Since a common demand across these student lists is the call for more black faculty members, it stands to reason that black faculty must have a horse in this race. The Boston Review’s recent publication of Robin D.G. Kelley’s “Black Study, Black Struggle,” and the responses it engendered, represents an extensive public consideration of the effect that today’s student movement is having on the academy, especially among black professors. The most intriguing aspect of Kelley’s essay and its responses is the way they throw into relief whether or not black-faculty labor can be mobilized in this movement. Kelley, citing Fred Moten and Stefano Harney’s The Undercommons: Fugitive Planning & Black Study, argues for what, in a different century, W.E.B. Du Bois described as being “in,” but not “of,” the university. Kelley, Moten, Harney, and various other faculty members imagine a radical fugitive stance against the university, one in which the university becomes a place where one works, but not the site of ones entire social frame of reference, not a home. This view is appealing in its allowance for certain faculty members to perform distance without losing the compensatory benefits that comes from institutional employment.

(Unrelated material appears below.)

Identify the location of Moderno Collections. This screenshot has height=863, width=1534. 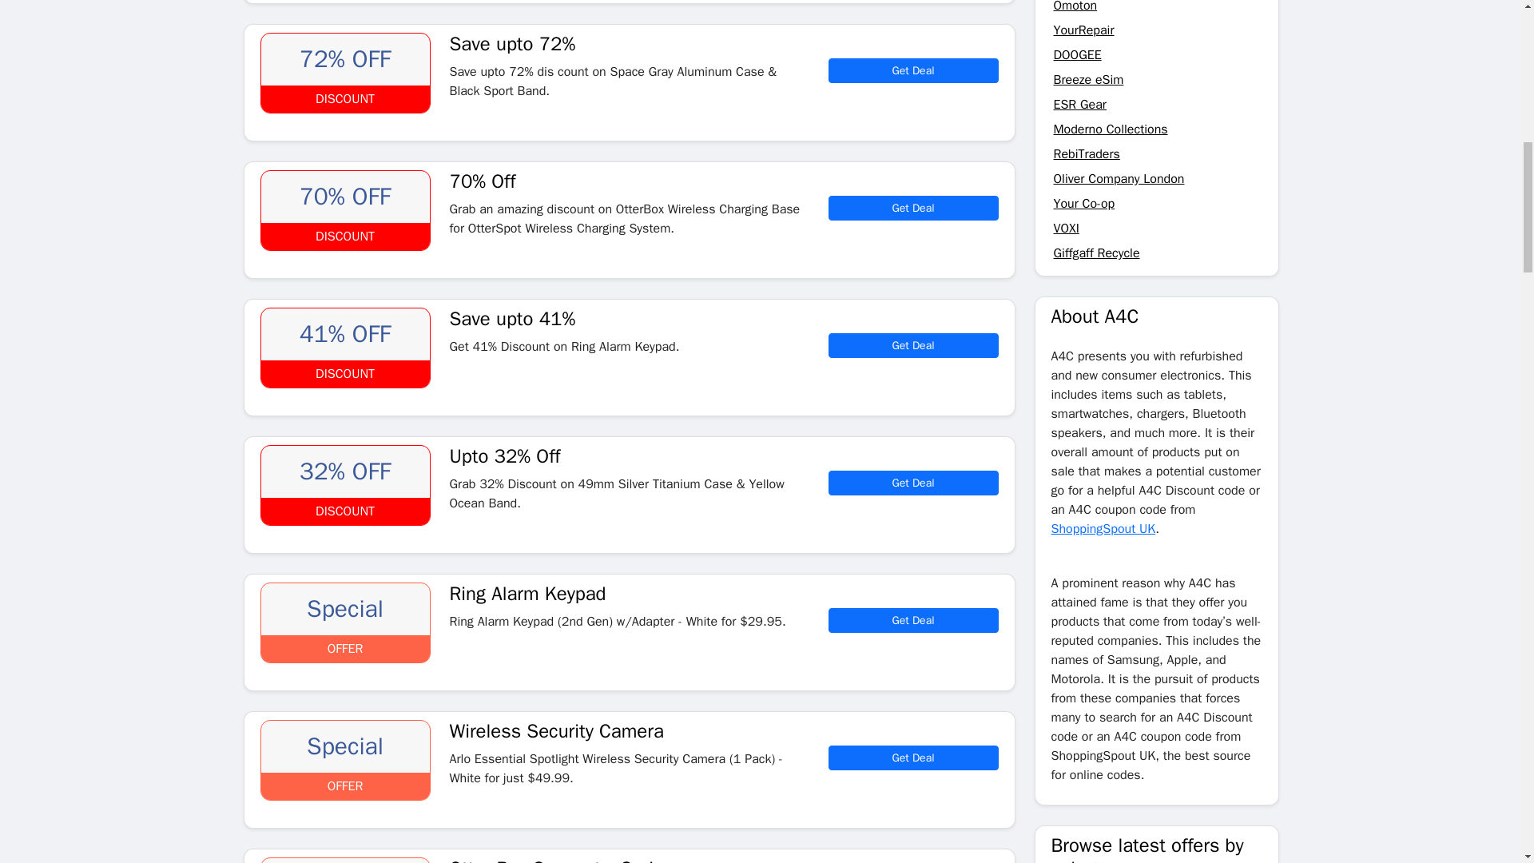
(1110, 129).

As a first-generation college and doctoral student, my own experience with debt in pursuit of a career that no one ever imagined for me looms large. I am not unique, especially if one considers how easily black Americans fall out of the middle class and the precariousness of black financial stability. As the school-student relationship increasingly turns into one between service-provider and customer, I wonder how many black professors (the laborers in this schema) are actually willing to risk their financial security for a “customer” who won’t be around in a few years. Couple this with the fact that tenure is as evasive as ever—76 percent of the new appointments in higher educations instructional workforce, according to a recent American Association of University Professors report, are non–tenure track faculty members, who are often poorly paid and whose work must often be fixated on contract renewal. Many black faculty members across all sorts of institutional contexts and holding various contractual relationships may feel encouraged to opt for the safety of a paycheck by supporting our students behind closed doors, educating them in the history and ways of protest, but never publicly bargaining for them, black staff, black communities, and themselves. Or as Aaron Bady contends in his response to Kelley, it’s faculty, not students, who are “in danger of acting on behalf of the institutions—of mistaking its identity for their own.” The current demands go far beyond diversity, but the chances remain high that institutions will continue to meet demands for radical change with frail forms of diversification that ignore the many forms of inequality in our society.

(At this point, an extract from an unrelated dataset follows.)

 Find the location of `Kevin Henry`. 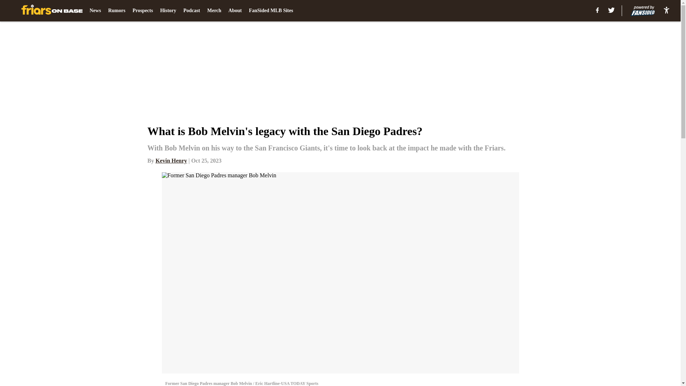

Black faculty members, many of whom were once student activists, and many of whom teach principles of direct action and organizing, should demand that our institutions shake free from their neoliberal, racist foundations. And in a nation where inter-generational poverty mostly governs mobility, any move to organize must begin by addressing the looming debt that many first-generation faculty members have when beginning these jobs, including the ways that gender plays a role. Black women, at the intersection of both gender and racial institutional devaluation, are historically held in greater debt than most of our gender and race others.

Blackballing on college campuses across the nation extends far beyond the frame of student-to-student interactions. It’s not merely about micro-aggressions, though those wear on the soul; it’s also about the precarious nature of black financial life. Administrators at academic institutions, like employers for nearly every job in our country, know this. Their power depends on individuals’ paying the price of radical change. If black faculty members, especially those of us at predominantly white institutions, are to collectively become radical mentors, active supporters, and risking comrades of change with our students, we have to be (debt) free or we have to be organized. Right now, we are neither.